Overlooked Jason Statham Thriller Is Dominating Streaming Right Now
Once overlooked, Jason Statham’s Wrath of Man is surging on Netflix, vaulting into the top 10 and reigniting buzz around Guy Ritchie’s 2021 thriller.
Jason Statham is quietly taking over Netflix again. Guy Ritchie’s 2021 action-thriller Wrath of Man just popped back up in a big way, and the numbers say people are finally giving this one the attention it deserved the first time.
How it’s climbing the Netflix charts
Wrath of Man landed on Netflix and immediately made noise: it hit No. 1 on December 27. For the official U.S. Top 10 Movies window of December 29, 2025 through January 4, 2026, it settled at No. 3 — its second straight week on the chart. Translation: strong debut, still holding steady, and a lot of folks are pressing play.
The hook (and why it works)
Statham plays Patrick 'H' Hill, a quiet new hire at a Los Angeles armored truck company that ferries cash around the city. His timing is suspicious: he shows up not long after a brutal attack on a Fortico Security truck that left several people dead. On his very first run, 'H' shuts down a hijacking with surgical precision, which sets off alarm bells with coworkers and gets the attention of federal agents. The FBI hauls him in, then lets him walk — but as the robberies keep coming, it’s pretty obvious 'H' isn’t here by accident. There’s a personal score in play, and he’s methodical about collecting.
- Director: Guy Ritchie
- Cast: Jason Statham as Patrick 'H' Hill; Holt McCallany as Haydn 'Bullet' Blair; Scott Eastwood as Jan; Jeffrey Donovan as Sgt. Jackson Ainsley; Josh Hartnett as Dave Hancock
- Rotten Tomatoes: 68% from critics (262 reviews), 90% audience score
- Box office: about $103 million worldwide during its original theatrical run
Why it’s getting a second wind
This one always felt underrated: tough, lean, and more cold-blooded than flashy. The current Netflix surge backs that up — beyond the critics’ mid-60s take, regular viewers clearly dug it then and are rediscovering it now. If you skipped it in theaters because you figured it was just another Statham shootout, the sustained Top 10 run suggests it’s worth a revisit.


» Work required: The text of every record, exactly as given and with no pictures, should be your output.

(Source material Opens)

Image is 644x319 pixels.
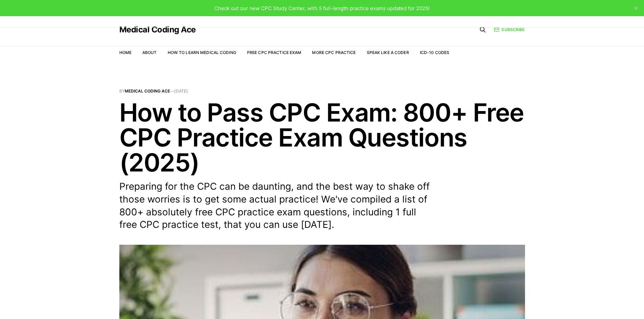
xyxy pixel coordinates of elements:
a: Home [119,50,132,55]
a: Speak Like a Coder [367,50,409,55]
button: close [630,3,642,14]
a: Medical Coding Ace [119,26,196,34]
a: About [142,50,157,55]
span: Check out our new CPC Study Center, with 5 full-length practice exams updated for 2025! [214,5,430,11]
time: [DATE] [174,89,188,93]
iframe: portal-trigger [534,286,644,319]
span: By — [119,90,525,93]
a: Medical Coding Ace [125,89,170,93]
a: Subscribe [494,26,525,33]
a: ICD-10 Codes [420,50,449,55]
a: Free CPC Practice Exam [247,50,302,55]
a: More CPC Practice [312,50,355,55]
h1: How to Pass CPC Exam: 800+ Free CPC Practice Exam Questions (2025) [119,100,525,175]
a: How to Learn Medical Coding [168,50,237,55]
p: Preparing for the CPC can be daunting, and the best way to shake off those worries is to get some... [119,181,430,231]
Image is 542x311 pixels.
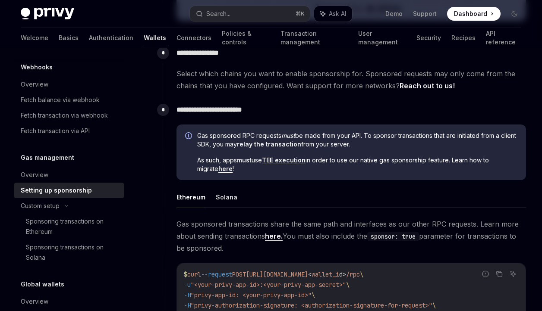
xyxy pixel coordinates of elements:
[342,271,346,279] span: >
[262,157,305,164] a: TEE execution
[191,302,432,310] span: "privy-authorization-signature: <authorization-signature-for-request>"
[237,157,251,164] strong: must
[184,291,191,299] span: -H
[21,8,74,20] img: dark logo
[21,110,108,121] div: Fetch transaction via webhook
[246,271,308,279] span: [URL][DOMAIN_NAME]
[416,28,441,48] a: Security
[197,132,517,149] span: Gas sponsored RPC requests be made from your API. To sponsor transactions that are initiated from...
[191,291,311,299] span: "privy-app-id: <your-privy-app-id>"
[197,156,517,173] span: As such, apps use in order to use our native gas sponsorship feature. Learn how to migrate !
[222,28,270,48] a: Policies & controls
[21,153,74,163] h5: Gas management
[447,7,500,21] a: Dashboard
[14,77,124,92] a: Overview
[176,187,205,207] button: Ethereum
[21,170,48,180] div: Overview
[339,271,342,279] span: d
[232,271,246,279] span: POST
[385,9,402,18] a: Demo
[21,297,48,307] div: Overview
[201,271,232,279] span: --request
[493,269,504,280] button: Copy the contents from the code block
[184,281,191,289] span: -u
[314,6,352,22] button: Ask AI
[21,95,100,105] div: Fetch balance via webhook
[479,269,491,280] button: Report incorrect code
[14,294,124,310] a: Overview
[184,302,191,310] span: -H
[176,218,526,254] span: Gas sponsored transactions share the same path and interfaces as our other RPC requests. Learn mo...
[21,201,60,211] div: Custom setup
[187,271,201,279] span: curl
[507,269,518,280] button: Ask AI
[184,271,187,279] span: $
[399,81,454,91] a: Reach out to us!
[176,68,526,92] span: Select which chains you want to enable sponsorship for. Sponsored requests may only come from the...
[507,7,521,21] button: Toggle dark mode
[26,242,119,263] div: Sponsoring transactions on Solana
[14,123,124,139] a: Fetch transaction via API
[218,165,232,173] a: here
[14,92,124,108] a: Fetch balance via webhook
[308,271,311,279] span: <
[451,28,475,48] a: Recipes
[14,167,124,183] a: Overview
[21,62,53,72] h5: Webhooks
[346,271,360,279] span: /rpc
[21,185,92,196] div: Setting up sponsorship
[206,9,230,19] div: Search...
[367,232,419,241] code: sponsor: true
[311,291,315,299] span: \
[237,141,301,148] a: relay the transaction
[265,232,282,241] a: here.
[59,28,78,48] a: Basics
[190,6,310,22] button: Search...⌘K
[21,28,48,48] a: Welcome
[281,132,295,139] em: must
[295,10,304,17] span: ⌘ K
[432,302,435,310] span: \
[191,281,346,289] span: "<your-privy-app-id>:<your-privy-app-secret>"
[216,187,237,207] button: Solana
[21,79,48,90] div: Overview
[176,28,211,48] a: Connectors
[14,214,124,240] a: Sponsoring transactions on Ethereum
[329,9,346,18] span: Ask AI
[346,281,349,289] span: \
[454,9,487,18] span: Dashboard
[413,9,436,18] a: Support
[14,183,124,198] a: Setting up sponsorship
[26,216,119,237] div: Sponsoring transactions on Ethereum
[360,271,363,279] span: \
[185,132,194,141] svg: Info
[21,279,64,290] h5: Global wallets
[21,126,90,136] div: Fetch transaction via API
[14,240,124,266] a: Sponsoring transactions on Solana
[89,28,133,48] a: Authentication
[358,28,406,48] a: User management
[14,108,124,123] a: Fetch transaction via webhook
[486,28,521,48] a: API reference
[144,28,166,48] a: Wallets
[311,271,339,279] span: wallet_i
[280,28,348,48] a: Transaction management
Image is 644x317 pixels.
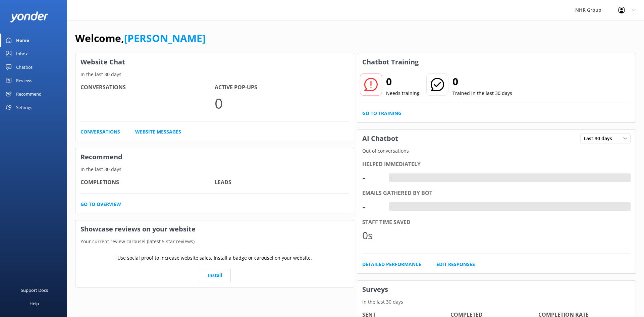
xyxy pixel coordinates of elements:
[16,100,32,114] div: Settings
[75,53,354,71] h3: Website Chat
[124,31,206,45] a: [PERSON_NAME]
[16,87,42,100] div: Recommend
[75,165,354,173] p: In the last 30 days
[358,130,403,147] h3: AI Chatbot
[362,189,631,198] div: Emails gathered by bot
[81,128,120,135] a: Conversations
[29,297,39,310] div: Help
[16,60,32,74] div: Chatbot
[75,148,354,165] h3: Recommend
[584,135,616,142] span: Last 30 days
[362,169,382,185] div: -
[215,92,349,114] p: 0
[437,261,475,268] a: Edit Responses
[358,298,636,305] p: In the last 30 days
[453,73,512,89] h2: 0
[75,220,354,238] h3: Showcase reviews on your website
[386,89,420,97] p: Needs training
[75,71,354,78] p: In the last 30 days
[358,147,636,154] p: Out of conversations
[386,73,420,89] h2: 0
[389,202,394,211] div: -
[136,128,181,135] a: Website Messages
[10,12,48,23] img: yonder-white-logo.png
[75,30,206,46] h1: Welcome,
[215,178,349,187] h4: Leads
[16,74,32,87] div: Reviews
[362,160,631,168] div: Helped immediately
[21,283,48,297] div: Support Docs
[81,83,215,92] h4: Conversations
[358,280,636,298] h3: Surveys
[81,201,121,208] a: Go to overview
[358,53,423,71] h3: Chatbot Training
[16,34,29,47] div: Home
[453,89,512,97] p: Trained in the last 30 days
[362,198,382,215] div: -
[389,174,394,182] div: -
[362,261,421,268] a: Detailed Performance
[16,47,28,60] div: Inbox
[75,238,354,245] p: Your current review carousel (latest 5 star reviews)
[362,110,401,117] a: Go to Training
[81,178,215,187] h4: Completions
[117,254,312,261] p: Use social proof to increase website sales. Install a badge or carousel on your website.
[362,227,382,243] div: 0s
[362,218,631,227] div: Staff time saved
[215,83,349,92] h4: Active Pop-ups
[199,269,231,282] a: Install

(Source material Closes)

» Response below:
Image is 644x319 pixels.
xyxy pixel coordinates of elements:
a: Home [119,50,132,55]
a: Speak Like a Coder [367,50,409,55]
button: close [630,3,642,14]
a: Medical Coding Ace [119,26,196,34]
a: About [142,50,157,55]
span: Check out our new CPC Study Center, with 5 full-length practice exams updated for 2025! [214,5,430,11]
time: [DATE] [174,89,188,93]
iframe: portal-trigger [534,286,644,319]
span: By — [119,90,525,93]
a: Medical Coding Ace [125,89,170,93]
a: Subscribe [494,26,525,33]
a: ICD-10 Codes [420,50,449,55]
a: Free CPC Practice Exam [247,50,302,55]
a: More CPC Practice [312,50,355,55]
h1: How to Pass CPC Exam: 800+ Free CPC Practice Exam Questions (2025) [119,100,525,175]
a: How to Learn Medical Coding [168,50,237,55]
p: Preparing for the CPC can be daunting, and the best way to shake off those worries is to get some... [119,181,430,231]
Image is 542x311 pixels.
xyxy pixel coordinates of elements:
[342,271,346,279] span: >
[262,157,305,164] a: TEE execution
[191,302,432,310] span: "privy-authorization-signature: <authorization-signature-for-request>"
[237,157,251,164] strong: must
[184,291,191,299] span: -H
[21,8,74,20] img: dark logo
[21,110,108,121] div: Fetch transaction via webhook
[246,271,308,279] span: [URL][DOMAIN_NAME]
[416,28,441,48] a: Security
[197,132,517,149] span: Gas sponsored RPC requests be made from your API. To sponsor transactions that are initiated from...
[191,291,311,299] span: "privy-app-id: <your-privy-app-id>"
[197,156,517,173] span: As such, apps use in order to use our native gas sponsorship feature. Learn how to migrate !
[222,28,270,48] a: Policies & controls
[21,153,74,163] h5: Gas management
[447,7,500,21] a: Dashboard
[14,77,124,92] a: Overview
[176,187,205,207] button: Ethereum
[21,170,48,180] div: Overview
[339,271,342,279] span: d
[232,271,246,279] span: POST
[385,9,402,18] a: Demo
[21,297,48,307] div: Overview
[201,271,232,279] span: --request
[493,269,504,280] button: Copy the contents from the code block
[184,281,191,289] span: -u
[314,6,352,22] button: Ask AI
[21,95,100,105] div: Fetch balance via webhook
[479,269,491,280] button: Report incorrect code
[14,294,124,310] a: Overview
[184,302,191,310] span: -H
[176,218,526,254] span: Gas sponsored transactions share the same path and interfaces as our other RPC requests. Learn mo...
[21,201,60,211] div: Custom setup
[187,271,201,279] span: curl
[507,269,518,280] button: Ask AI
[184,271,187,279] span: $
[399,81,454,91] a: Reach out to us!
[176,68,526,92] span: Select which chains you want to enable sponsorship for. Sponsored requests may only come from the...
[507,7,521,21] button: Toggle dark mode
[26,242,119,263] div: Sponsoring transactions on Solana
[14,123,124,139] a: Fetch transaction via API
[218,165,232,173] a: here
[14,92,124,108] a: Fetch balance via webhook
[308,271,311,279] span: <
[451,28,475,48] a: Recipes
[14,167,124,183] a: Overview
[21,62,53,72] h5: Webhooks
[346,271,360,279] span: /rpc
[21,185,92,196] div: Setting up sponsorship
[206,9,230,19] div: Search...
[367,232,419,241] code: sponsor: true
[311,291,315,299] span: \
[237,141,301,148] a: relay the transaction
[265,232,282,241] a: here.
[59,28,78,48] a: Basics
[190,6,310,22] button: Search...⌘K
[21,28,48,48] a: Welcome
[281,132,295,139] em: must
[295,10,304,17] span: ⌘ K
[432,302,435,310] span: \
[191,281,346,289] span: "<your-privy-app-id>:<your-privy-app-secret>"
[216,187,237,207] button: Solana
[21,79,48,90] div: Overview
[176,28,211,48] a: Connectors
[14,214,124,240] a: Sponsoring transactions on Ethereum
[329,9,346,18] span: Ask AI
[346,281,349,289] span: \
[454,9,487,18] span: Dashboard
[413,9,436,18] a: Support
[14,183,124,198] a: Setting up sponsorship
[26,216,119,237] div: Sponsoring transactions on Ethereum
[360,271,363,279] span: \
[185,132,194,141] svg: Info
[21,279,64,290] h5: Global wallets
[21,126,90,136] div: Fetch transaction via API
[14,240,124,266] a: Sponsoring transactions on Solana
[89,28,133,48] a: Authentication
[358,28,406,48] a: User management
[14,108,124,123] a: Fetch transaction via webhook
[486,28,521,48] a: API reference
[144,28,166,48] a: Wallets
[311,271,339,279] span: wallet_i
[280,28,348,48] a: Transaction management
Image is 644x317 pixels.
xyxy pixel coordinates of elements:
[16,100,32,114] div: Settings
[75,53,354,71] h3: Website Chat
[124,31,206,45] a: [PERSON_NAME]
[16,87,42,100] div: Recommend
[75,165,354,173] p: In the last 30 days
[358,130,403,147] h3: AI Chatbot
[362,189,631,198] div: Emails gathered by bot
[81,128,120,135] a: Conversations
[29,297,39,310] div: Help
[16,60,32,74] div: Chatbot
[75,148,354,165] h3: Recommend
[584,135,616,142] span: Last 30 days
[362,169,382,185] div: -
[215,92,349,114] p: 0
[437,261,475,268] a: Edit Responses
[358,298,636,305] p: In the last 30 days
[453,73,512,89] h2: 0
[75,220,354,238] h3: Showcase reviews on your website
[386,89,420,97] p: Needs training
[75,71,354,78] p: In the last 30 days
[358,147,636,154] p: Out of conversations
[386,73,420,89] h2: 0
[389,202,394,211] div: -
[136,128,181,135] a: Website Messages
[10,12,48,23] img: yonder-white-logo.png
[75,30,206,46] h1: Welcome,
[215,178,349,187] h4: Leads
[16,74,32,87] div: Reviews
[362,160,631,168] div: Helped immediately
[21,283,48,297] div: Support Docs
[81,83,215,92] h4: Conversations
[358,280,636,298] h3: Surveys
[81,201,121,208] a: Go to overview
[358,53,423,71] h3: Chatbot Training
[16,34,29,47] div: Home
[453,89,512,97] p: Trained in the last 30 days
[362,198,382,215] div: -
[389,174,394,182] div: -
[362,261,421,268] a: Detailed Performance
[16,47,28,60] div: Inbox
[75,238,354,245] p: Your current review carousel (latest 5 star reviews)
[362,110,401,117] a: Go to Training
[81,178,215,187] h4: Completions
[117,254,312,261] p: Use social proof to increase website sales. Install a badge or carousel on your website.
[362,227,382,243] div: 0s
[362,218,631,227] div: Staff time saved
[215,83,349,92] h4: Active Pop-ups
[199,269,231,282] a: Install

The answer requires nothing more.